[lbo-talk] Servility

Mike Ballard swillsqueal at yahoo.com.au
Wed Feb 14 15:30:39 PST 2007


On 2/10/07, Doug Henwood <dhenwood at panix.com> wrote:
>
> On Feb 9, 2007, at 7:54 PM, Yoshie Furuhashi wrote:
>
> > That -- servility -- is the main obstacle to building any Left here,
> > not Protestantism or anti-intellectualism.
>
> So is that the First Mover? Or is there something that causes servility?

Big prisons have a way of cowing people. The "war on crimes" is the smartest move that the US ruling class made in response to the long sixties. America's incarceration rate is the highest in the world, and the rate is said to be as high as that under Stalin in the USSR.

Beyond that, masses, when unorganized, tend toward servility. As individuals, they are no match for forces at the disposal of the ruling class, and they are dependent on landlords, capitalists, creditors, etc. Only when they are organized do they have dignity. Desire for dignity is the most important motive in an attempt to organize, whether a plain and simple trade union or a social revolution.

Nowadays, servile masses are told to look to the ruling class not only for jobs and the like but also for solutions to problems that the ruling class caused them, like the Iraq War. :-> *****************

The producing class has only had some rare moments in history of being in control/ownership of the product of its labour. This fundamental social condition/alienation creates a psychological character structure of servility. The workers have to go hat in hand to the employing class and beg to have their skills and time bought by said class in order to be exploited at the point of production--have the product of their collective labour taken away from their control/ownership. As a result of this alienation from control/ownership of the social producti of their labour, political power flows downward from the employing class and their hired politicians, thus the State enforces servility, always threatening the violence of the nightstick (or worse) and imprisonment to those who would dare to challenge social relations.

But, as the working class becomes class consciously organized, they *can* and have *attained* various levels of power to overcome their servile position in class society. Still, they must face the fact that as long as the means of production are in the hands of an employing class and the producers are forced to sell their abilities to work for a wage to their employer (Arbeitgeber) in order to live, they remain wage-slaves. This circumstance of material weakness/servility is something the capitalist class didn't have to contend with in its class battles with the aristos. To have the courage to refuse the servile role within this set of social relations (Capital) is rare, IMO. It's much easier/less risky to cynically embrace ignorance/"reality" and accept one's role as an individualist seller in the labour market. Of course, the seller must pay the price of this sale.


What to produce
Find the word "file" in the data below and copy each line that holds it.

Input for this task
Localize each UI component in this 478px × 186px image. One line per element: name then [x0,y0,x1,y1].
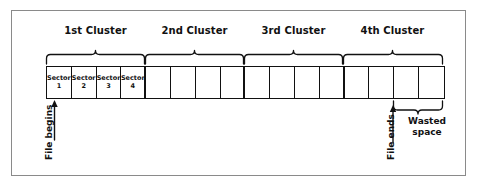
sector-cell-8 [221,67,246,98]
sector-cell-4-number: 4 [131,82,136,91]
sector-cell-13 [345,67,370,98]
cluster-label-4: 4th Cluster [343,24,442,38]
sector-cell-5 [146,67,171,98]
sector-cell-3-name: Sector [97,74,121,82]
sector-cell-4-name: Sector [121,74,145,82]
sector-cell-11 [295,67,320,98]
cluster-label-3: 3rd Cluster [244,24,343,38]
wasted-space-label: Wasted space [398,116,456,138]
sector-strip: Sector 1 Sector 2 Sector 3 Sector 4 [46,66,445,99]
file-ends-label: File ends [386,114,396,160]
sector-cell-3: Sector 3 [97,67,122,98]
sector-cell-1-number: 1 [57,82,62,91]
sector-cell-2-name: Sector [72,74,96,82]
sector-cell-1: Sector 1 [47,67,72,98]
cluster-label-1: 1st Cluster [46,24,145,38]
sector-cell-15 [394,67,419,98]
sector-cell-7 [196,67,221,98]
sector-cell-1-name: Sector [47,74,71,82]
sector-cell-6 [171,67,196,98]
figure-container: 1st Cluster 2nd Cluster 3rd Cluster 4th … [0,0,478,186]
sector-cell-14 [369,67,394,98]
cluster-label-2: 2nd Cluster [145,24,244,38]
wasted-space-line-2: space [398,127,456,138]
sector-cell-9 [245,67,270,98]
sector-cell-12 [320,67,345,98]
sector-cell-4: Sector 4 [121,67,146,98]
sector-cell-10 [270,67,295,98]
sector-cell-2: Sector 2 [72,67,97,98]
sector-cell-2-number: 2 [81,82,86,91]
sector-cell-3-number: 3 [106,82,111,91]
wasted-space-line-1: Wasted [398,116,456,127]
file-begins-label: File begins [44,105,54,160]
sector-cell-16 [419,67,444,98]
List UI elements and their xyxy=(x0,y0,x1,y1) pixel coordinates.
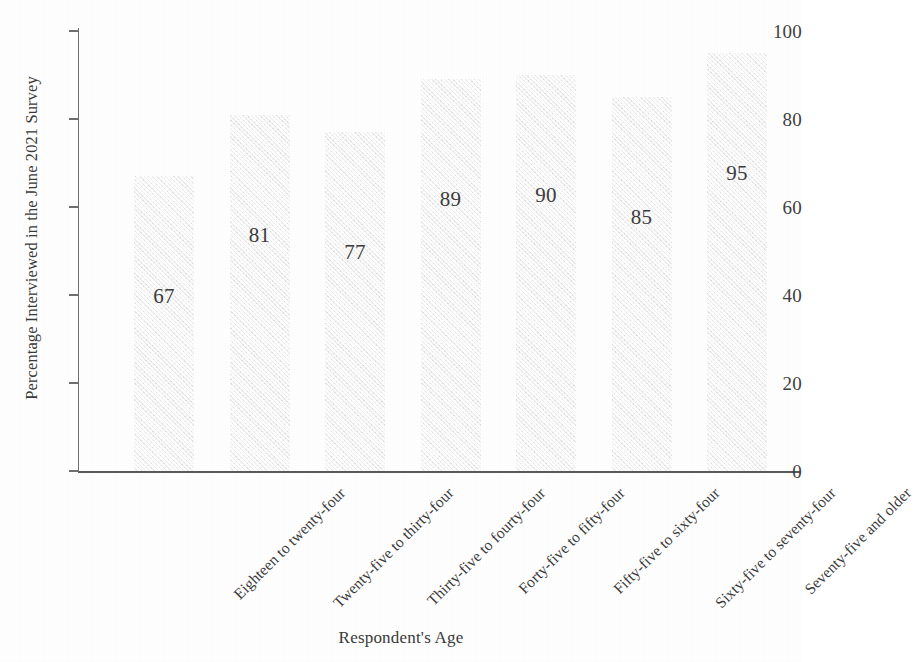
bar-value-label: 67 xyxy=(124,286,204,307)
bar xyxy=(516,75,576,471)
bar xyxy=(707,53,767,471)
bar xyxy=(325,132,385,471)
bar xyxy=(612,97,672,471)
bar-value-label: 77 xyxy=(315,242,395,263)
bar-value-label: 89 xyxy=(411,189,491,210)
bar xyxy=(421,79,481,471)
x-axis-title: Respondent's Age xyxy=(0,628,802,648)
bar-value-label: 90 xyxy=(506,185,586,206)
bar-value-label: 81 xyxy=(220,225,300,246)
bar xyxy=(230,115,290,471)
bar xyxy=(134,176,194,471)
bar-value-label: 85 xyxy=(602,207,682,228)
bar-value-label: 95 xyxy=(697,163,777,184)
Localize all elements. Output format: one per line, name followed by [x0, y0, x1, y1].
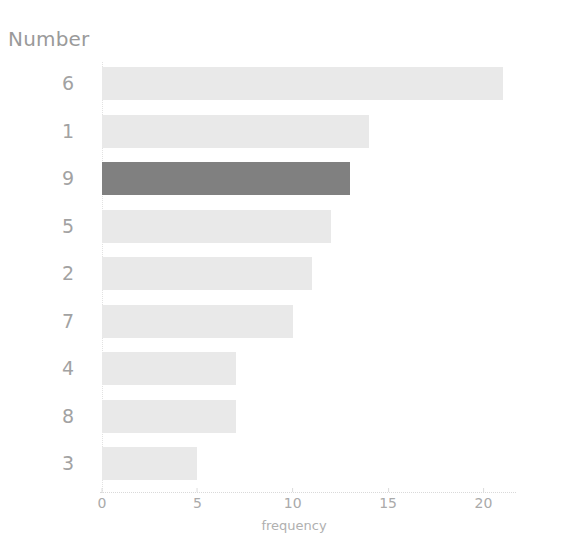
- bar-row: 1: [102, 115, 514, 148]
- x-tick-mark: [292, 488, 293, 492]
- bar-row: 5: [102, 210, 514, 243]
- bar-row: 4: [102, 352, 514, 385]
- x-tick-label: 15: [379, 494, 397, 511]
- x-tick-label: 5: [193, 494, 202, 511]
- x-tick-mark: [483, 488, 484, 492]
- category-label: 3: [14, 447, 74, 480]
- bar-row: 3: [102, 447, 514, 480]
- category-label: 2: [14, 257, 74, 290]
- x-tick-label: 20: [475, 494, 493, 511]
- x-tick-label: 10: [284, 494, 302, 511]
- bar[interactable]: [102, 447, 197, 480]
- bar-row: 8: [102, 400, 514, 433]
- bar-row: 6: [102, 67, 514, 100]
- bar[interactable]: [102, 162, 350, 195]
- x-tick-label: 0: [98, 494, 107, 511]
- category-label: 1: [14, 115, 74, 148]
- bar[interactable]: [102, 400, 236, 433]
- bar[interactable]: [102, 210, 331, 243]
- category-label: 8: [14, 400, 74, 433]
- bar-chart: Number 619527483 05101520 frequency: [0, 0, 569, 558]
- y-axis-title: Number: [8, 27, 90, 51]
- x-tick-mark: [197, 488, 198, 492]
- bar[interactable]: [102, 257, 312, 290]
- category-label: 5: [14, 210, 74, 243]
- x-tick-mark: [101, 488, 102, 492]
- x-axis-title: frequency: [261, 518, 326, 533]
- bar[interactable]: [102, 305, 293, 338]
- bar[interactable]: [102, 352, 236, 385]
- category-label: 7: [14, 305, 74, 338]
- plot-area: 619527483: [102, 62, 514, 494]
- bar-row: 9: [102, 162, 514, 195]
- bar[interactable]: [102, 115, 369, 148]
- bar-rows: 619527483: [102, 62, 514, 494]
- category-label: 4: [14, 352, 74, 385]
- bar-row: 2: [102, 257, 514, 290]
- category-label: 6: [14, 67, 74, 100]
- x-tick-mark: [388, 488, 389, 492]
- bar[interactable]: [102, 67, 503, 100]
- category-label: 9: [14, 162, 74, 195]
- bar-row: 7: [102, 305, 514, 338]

Written answer
file-ends-label: File ends [386,114,396,160]
file-begins-label: File begins [44,105,54,160]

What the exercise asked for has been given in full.